• U.S.

People: History Makers

4 minute read
TIME

Lieut. John Gilbert Winant Jr., 22-year-old son of the Ambassador to Britain, missing in action after his Flying Fortress was shot down in the Münster raid in mid-October, turned out to be alive and well in a German prison camp.

Simon Eden, 19-year-old elder son of the British Foreign Secretary, was a new elementary flight student at an R.C.A.F. training school in Regina.

William S. Paley, elegant-dressing president of the Columbia Broadcasting System, was ready for shipment overseas to join OWI’s psychological warfare crews in the Mediterranean area. Off & on for a week he had been doing muscle building, studying pamphleteering, intelligence gathering, short-wave receiving at the indoctrination school on the vast Marshall Field estate on Long Island. Cartier, the dazzling Manhattan jewelry firm, had finished his dog tag.*

Franklin Roosevelt, six years ago the object of grammarians’ tuts for his liking for “like” in the wrong places, escaped another tutting by a blue pencil’s stroke. Conning ahead of time the text of a minor Roosevelt speech, New York Times Pundit Arthur Krock encountered “like in many cases,” quickly phoned a Presidential aide. The President, reached in time, made it “as.”

Music Makers

David Rubinoff, Schmaltz King of the fiddle, saw the special nightmare of Stradivarius owners come true: while he was preparing to play in Columbus, Ohio, his 213-year-old Strad (insured for $100,000) fell out of its case and broke.

John Golden, 69-year-old Broadway producer (Three’s A Family), who wrote the lyric of Poor Butterfly, was the author of a new one: the official theme song of New York City’s Department of Sanitation. Sample:

From the Bay to Spuyten Duyvil Residents welcome our arrival, Cheering us on to do our work for all we’re worth.

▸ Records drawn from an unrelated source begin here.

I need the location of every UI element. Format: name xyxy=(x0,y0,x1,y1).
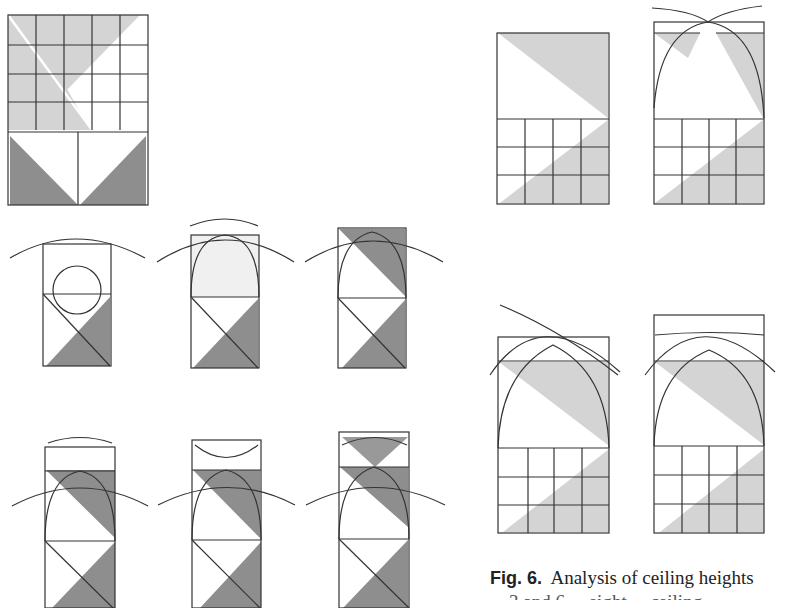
panel-c3 xyxy=(339,432,409,608)
figure-label: Fig. 6. xyxy=(490,568,542,588)
panel-d1 xyxy=(497,33,609,204)
panel-e1 xyxy=(490,305,620,533)
figure-caption: Fig. 6. Analysis of ceiling heights ... … xyxy=(490,566,754,608)
panel-a xyxy=(8,15,148,205)
panel-b2 xyxy=(191,235,259,368)
caption-text-line2: ... 3 and 6 ... eight ... ceiling ... xyxy=(490,590,754,608)
panel-c2 xyxy=(192,440,261,608)
panel-d2 xyxy=(652,6,764,204)
panel-e2 xyxy=(645,315,775,533)
caption-text: Analysis of ceiling heights xyxy=(550,567,753,588)
figure-6-diagrams: .ln { stroke:#333; stroke-width:1.2; fil… xyxy=(0,0,800,608)
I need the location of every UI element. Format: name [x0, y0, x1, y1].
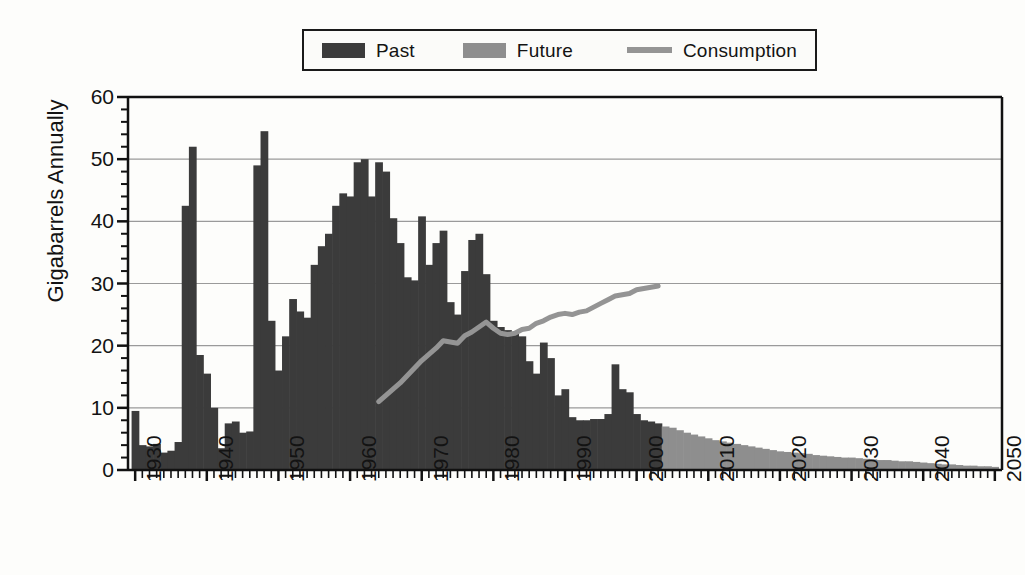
x-tick-label: 2000: [645, 435, 666, 482]
bar: [626, 392, 634, 470]
bar: [619, 389, 627, 470]
bar: [698, 436, 706, 470]
bar: [246, 431, 254, 470]
bar: [189, 147, 197, 470]
x-tick-label: 2020: [788, 435, 809, 482]
bar: [339, 193, 347, 470]
bar: [311, 265, 319, 470]
bar: [347, 196, 355, 470]
bar: [841, 458, 849, 470]
bar: [382, 172, 390, 470]
bar: [196, 355, 204, 470]
bar: [776, 451, 784, 470]
bar: [332, 206, 340, 470]
y-tick-label: 60: [70, 86, 114, 107]
bar: [612, 364, 620, 470]
bar: [397, 243, 405, 470]
bar: [418, 216, 426, 470]
bar: [318, 246, 326, 470]
bar: [690, 435, 698, 470]
x-tick-label: 2050: [1003, 435, 1024, 482]
bar: [540, 343, 548, 470]
bars-past-series: [132, 131, 663, 470]
bar: [633, 414, 641, 470]
bar: [440, 231, 448, 470]
bar: [741, 445, 749, 470]
x-tick-label: 2040: [931, 435, 952, 482]
bar: [132, 411, 140, 470]
bar: [554, 395, 562, 470]
x-tick-label: 1970: [430, 435, 451, 482]
bar: [361, 159, 369, 470]
bar: [167, 451, 175, 470]
bar: [676, 430, 684, 470]
bar: [834, 457, 842, 470]
bar: [325, 234, 333, 470]
bar: [268, 321, 276, 470]
bar: [533, 374, 541, 470]
bar: [275, 371, 283, 470]
bar: [490, 321, 498, 470]
bar: [526, 361, 534, 470]
bar: [848, 458, 856, 470]
y-tick-label: 30: [70, 273, 114, 294]
x-tick-label: 1960: [358, 435, 379, 482]
bar: [748, 446, 756, 470]
y-tick-label: 0: [70, 459, 114, 480]
x-tick-label: 2010: [716, 435, 737, 482]
bar: [819, 456, 827, 470]
x-tick-label: 1950: [286, 435, 307, 482]
bar: [182, 206, 190, 470]
bar: [891, 461, 899, 470]
bar: [769, 450, 777, 470]
bar: [762, 449, 770, 470]
bar: [203, 374, 211, 470]
bar: [389, 218, 397, 470]
bar: [261, 131, 269, 470]
x-tick-label: 1990: [573, 435, 594, 482]
bar: [468, 240, 476, 470]
bar: [411, 280, 419, 470]
bar: [884, 460, 892, 470]
bar: [898, 461, 906, 470]
bar: [547, 358, 555, 470]
x-tick-label: 1980: [501, 435, 522, 482]
bar: [461, 271, 469, 470]
x-tick-label: 2030: [860, 435, 881, 482]
bar: [669, 428, 677, 470]
bar: [368, 196, 376, 470]
y-tick-label: 10: [70, 397, 114, 418]
bar: [561, 389, 569, 470]
bar: [597, 419, 605, 470]
bar: [905, 461, 913, 470]
bar: [375, 162, 383, 470]
y-tick-label: 20: [70, 335, 114, 356]
bar: [826, 456, 834, 470]
bar: [604, 414, 612, 470]
bar: [812, 455, 820, 470]
bar: [483, 274, 491, 470]
bar: [755, 448, 763, 470]
x-tick-label: 1930: [143, 435, 164, 482]
y-tick-label: 50: [70, 148, 114, 169]
y-tick-label: 40: [70, 210, 114, 231]
x-tick-label: 1940: [215, 435, 236, 482]
bar: [705, 438, 713, 470]
bar: [239, 433, 247, 470]
bar: [175, 442, 183, 470]
bar: [683, 433, 691, 470]
bar: [475, 234, 483, 470]
bar: [354, 162, 362, 470]
bar: [253, 165, 261, 470]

We’re the guardians of their health, And if it’s true that health is wealth, We’ll make New York the wealthiest town on earth. . . .

Picture Makers

Samuel Goldwyn cleared up a point for a New York Times interviewer who asked him: “Do producers really make stars?” Confessed Producer Goldwyn: “As a matter of fact, they don’t. God makes stars and the public recognizes His handi-work.”

Walt Disney was elected a trustee of Manhattan’s Museum of Modern Art.

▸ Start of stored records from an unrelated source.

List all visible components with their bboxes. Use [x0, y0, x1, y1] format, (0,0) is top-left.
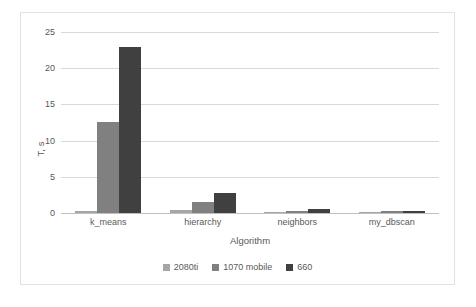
legend-label: 660	[297, 262, 312, 272]
axis-baseline: 0	[61, 213, 439, 214]
x-axis-tick-label: hierarchy	[156, 217, 251, 227]
bar	[97, 122, 119, 213]
x-axis-tick-label: k_means	[61, 217, 156, 227]
y-axis-tick-label: 0	[50, 208, 55, 218]
bar	[192, 202, 214, 213]
chart-legend: 2080ti1070 mobile660	[21, 262, 454, 272]
legend-swatch-icon	[212, 264, 219, 271]
bar-group	[250, 32, 345, 213]
legend-swatch-icon	[163, 264, 170, 271]
y-axis-tick-label: 25	[45, 27, 55, 37]
bar	[119, 47, 141, 213]
plot-area: 0510152025	[61, 32, 439, 213]
legend-item[interactable]: 2080ti	[163, 262, 199, 272]
y-axis-tick-label: 15	[45, 99, 55, 109]
bar	[75, 211, 97, 213]
y-axis-tick-label: 5	[50, 172, 55, 182]
bar	[286, 211, 308, 213]
bar	[214, 193, 236, 213]
bar	[403, 211, 425, 213]
legend-label: 1070 mobile	[223, 262, 272, 272]
x-axis-title: Algorithm	[61, 235, 439, 246]
bar-group	[345, 32, 440, 213]
bar	[264, 212, 286, 213]
bar	[170, 210, 192, 213]
x-axis-tick-label: neighbors	[250, 217, 345, 227]
bar	[359, 212, 381, 213]
bar	[381, 211, 403, 213]
y-axis-tick-label: 20	[45, 63, 55, 73]
bar-group	[61, 32, 156, 213]
x-axis-tick-label: my_dbscan	[345, 217, 440, 227]
chart-frame: T, s 0510152025 k_meanshierarchyneighbor…	[20, 12, 455, 285]
y-axis-tick-label: 10	[45, 136, 55, 146]
legend-item[interactable]: 660	[286, 262, 312, 272]
legend-item[interactable]: 1070 mobile	[212, 262, 272, 272]
bars-layer	[61, 32, 439, 213]
legend-label: 2080ti	[174, 262, 199, 272]
legend-swatch-icon	[286, 264, 293, 271]
bar-group	[156, 32, 251, 213]
x-axis-tick-labels: k_meanshierarchyneighborsmy_dbscan	[61, 217, 439, 227]
bar	[308, 209, 330, 213]
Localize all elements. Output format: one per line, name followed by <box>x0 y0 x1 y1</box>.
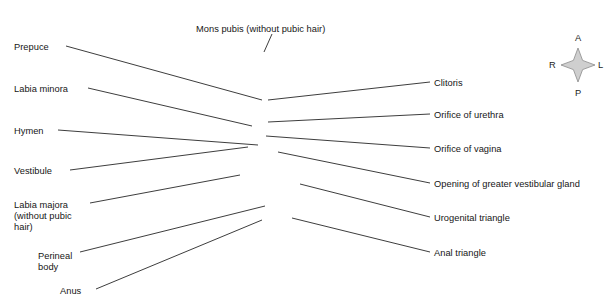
anal-triangle-leader <box>292 218 430 252</box>
orientation-compass <box>561 48 595 82</box>
anus-leader <box>96 220 262 289</box>
clitoris-leader <box>268 82 430 100</box>
perineal-body-leader <box>80 206 265 252</box>
mons-pubis-leader <box>264 34 272 52</box>
greater-vestibular-leader <box>278 152 430 183</box>
leader-lines <box>0 0 612 306</box>
anatomy-figure: Mons pubis (without pubic hair) Prepuce … <box>0 0 612 306</box>
labia-majora-leader <box>90 175 240 203</box>
orifice-urethra-leader <box>268 114 430 122</box>
hymen-leader <box>58 130 258 145</box>
urogenital-triangle-leader <box>300 184 430 217</box>
prepuce-leader <box>66 46 262 100</box>
labia-minora-leader <box>88 88 252 126</box>
vestibule-leader <box>70 147 248 170</box>
orifice-vagina-leader <box>266 136 430 148</box>
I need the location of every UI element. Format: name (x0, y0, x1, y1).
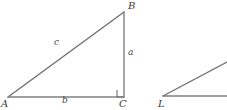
side-label-c: c (54, 38, 59, 47)
right-angle-marker (117, 90, 124, 97)
geometry-figure-canvas: A B C c a b L (0, 0, 227, 110)
side-label-a: a (128, 48, 133, 57)
side-hypotenuse-line (8, 12, 124, 97)
triangle-abc-shape (8, 12, 124, 97)
figure-l-shape (163, 62, 227, 96)
geometry-vector-layer (0, 0, 227, 110)
vertex-label-a: A (1, 99, 8, 109)
vertex-label-b: B (128, 1, 135, 11)
side-label-b: b (62, 96, 68, 105)
ray-upper-line (163, 62, 227, 96)
vertex-label-l: L (158, 99, 165, 109)
vertex-label-c: C (119, 99, 127, 109)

Helen Hayes, Ruth Chatterton, Gertrude Lawrence, Mary Martin and Myrna Loy merged histrionic fireworks to plug the National War Fund in a crowded playlet entitled Untitled. More sacrificially, they also put their charms together in a line and bravely faced the candid cruelty of a news camera (see cut). Silver lining for the actresses was the local (Manhattan) record of the Women’s Division of the Fund: gathered midway in a drive for $800,000, with less than 20% of the prospects called on, was $704,567.

Haymakers

Archduke Franz Josef, natty, 38-year-old distant cousin of Otto, turned out to have been a “steerer” for Manhattan’s swank Sherry-Netherland Hotel. Papers in a lawsuit (now settled) showed that the Archduke had his own rooms there at half price and earned a 5 to 10% commission on the rents paid by guests he brought in (one was Glandmaster Serge Voronoff) But the war boom in the hotel busines broke it all up. The Archduke got a job with a brokerage house, moved across the street to the Savoy-Plaza.

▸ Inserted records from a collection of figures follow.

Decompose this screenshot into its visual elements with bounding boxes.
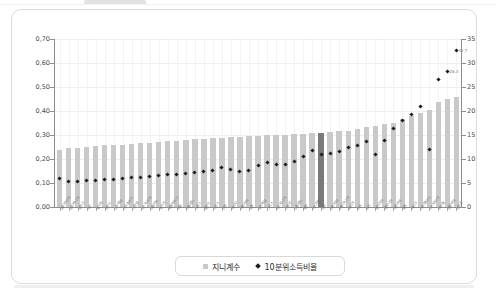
bar: [336, 131, 341, 207]
x-axis-labels: 슬로바키아슬로베니아덴마크체코벨기에핀란드노르웨이아이슬란드스웨덴오스트리아네덜…: [55, 209, 461, 251]
legend-item-gini[interactable]: 지니계수: [203, 261, 240, 272]
tab-divider: [0, 4, 496, 5]
bar: [436, 102, 441, 207]
y-tick-left: [50, 111, 54, 112]
y-axis-left-tick-label: 0,50: [36, 84, 50, 91]
bar: [111, 145, 116, 207]
bar: [84, 147, 89, 207]
y-axis-left-tick-label: 0,40: [36, 108, 50, 115]
card-shadow: [14, 285, 474, 288]
bar: [318, 133, 323, 207]
bar: [391, 123, 396, 207]
bar: [454, 97, 459, 207]
y-axis-left-tick-label: 0,70: [36, 36, 50, 43]
y-tick-right: [462, 135, 466, 136]
data-label: 32,7: [458, 49, 467, 53]
legend-label-decile-ratio: 10분위소득비율: [264, 261, 316, 272]
legend-label-gini: 지니계수: [212, 261, 240, 272]
chart-card: 28,332,7 0,000,100,200,300,400,500,600,7…: [11, 9, 477, 284]
screenshot-root: 28,332,7 0,000,100,200,300,400,500,600,7…: [0, 0, 496, 297]
bar: [300, 134, 305, 207]
x-axis-tick-label: 한국: [222, 204, 228, 211]
y-axis-left-tick-label: 0,60: [36, 60, 50, 67]
bar: [273, 135, 278, 207]
x-axis-tick-label: 호주: [249, 204, 255, 211]
y-axis-right-tick-label: 20: [467, 108, 475, 115]
bar: [400, 119, 405, 207]
bar: [102, 145, 107, 207]
y-tick-right: [462, 39, 466, 40]
y-tick-left: [50, 207, 54, 208]
y-tick-left: [50, 63, 54, 64]
bar: [327, 132, 332, 207]
legend-square-icon: [203, 264, 208, 269]
y-axis-right-tick-label: 0: [467, 204, 471, 211]
y-axis-right-tick-label: 5: [467, 180, 471, 187]
x-axis-tick-label: 체코: [87, 204, 93, 211]
bar: [291, 134, 296, 207]
bar: [427, 110, 432, 207]
y-tick-right: [462, 183, 466, 184]
y-tick-right: [462, 87, 466, 88]
y-axis-left: [54, 39, 55, 207]
y-tick-right: [462, 207, 466, 208]
y-axis-right-tick-label: 15: [467, 132, 475, 139]
bar: [228, 137, 233, 207]
y-axis-right-tick-label: 30: [467, 60, 475, 67]
bar: [210, 138, 215, 207]
bar: [409, 116, 414, 207]
y-tick-left: [50, 39, 54, 40]
chart-legend[interactable]: 지니계수 10분위소득비율: [175, 256, 345, 276]
y-axis-left-tick-label: 0,00: [36, 204, 50, 211]
bar: [418, 113, 423, 207]
y-tick-right: [462, 63, 466, 64]
plot-area: 28,332,7: [55, 39, 461, 207]
y-axis-right-tick-label: 10: [467, 156, 475, 163]
y-tick-left: [50, 183, 54, 184]
bar: [255, 136, 260, 207]
y-axis-left-tick-label: 0,30: [36, 132, 50, 139]
x-axis-tick-label: 독일: [177, 204, 183, 211]
y-axis-left-tick-label: 0,20: [36, 156, 50, 163]
y-tick-right: [462, 159, 466, 160]
y-tick-left: [50, 87, 54, 88]
y-tick-right: [462, 111, 466, 112]
bar: [382, 124, 387, 207]
y-axis-right-tick-label: 35: [467, 36, 475, 43]
legend-diamond-icon: [256, 263, 262, 269]
bar: [264, 135, 269, 207]
bar: [445, 99, 450, 207]
y-tick-left: [50, 135, 54, 136]
bar: [219, 138, 224, 207]
bar: [93, 146, 98, 207]
bar: [309, 133, 314, 207]
legend-item-decile-ratio[interactable]: 10분위소득비율: [256, 261, 316, 272]
y-axis-right: [461, 39, 462, 207]
y-tick-left: [50, 159, 54, 160]
bar: [373, 126, 378, 207]
bar: [355, 129, 360, 207]
y-axis-right-tick-label: 25: [467, 84, 475, 91]
y-axis-left-tick-label: 0,10: [36, 180, 50, 187]
data-label: 28,3: [449, 70, 458, 74]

Mrs. Cornelius W. Dresselhuys smart, blonde asbestos heiress (sister of Playboy Tommy Manville), gave a sort of farewell luncheon at the Ritz-Carlton for friends she feared might be too busy for such things for the rest of 1943. She explained: “They’re all war workers.” Among them: diamond-studded Mrs. Byron Foy, Mrs. Muriel Vanderbilt Church Phelps, Consuelo Vanderbilt Smith Davis Warburton. Eaten: supreme of melon in port wine, boned squab with white grapes new peas in butter, hearts of endive and beet roots and fine herbs, floating heart ice cream with figs, petit fours, demitasse. It was meatless Tuesday.

Richard Roswell Lyman, towering teetotaling, 73-year-old bigwig of the Mormons (5th-ranking member of th sect’s Council of Twelve Apostles), was the subject of a brief, grim announcement from headquarters. “Notice is hereby given,” it ran, “that after due hearing before the Council of Twelve Apostles and upon his own confession [he] has beenexcommunicated from the Church of Jesus Christ of Latter-Day Saints for violation of the Christian law of chastity.” Lyman was the twelfth Apostle to be excommunicated since the sect was founded. He was the son of an Apostle, the grandson of an Apostle (excommunicated on theologic grounds in 1870), a notably eloquent champion of the straight & narrow.

*Army lingo for identification disk.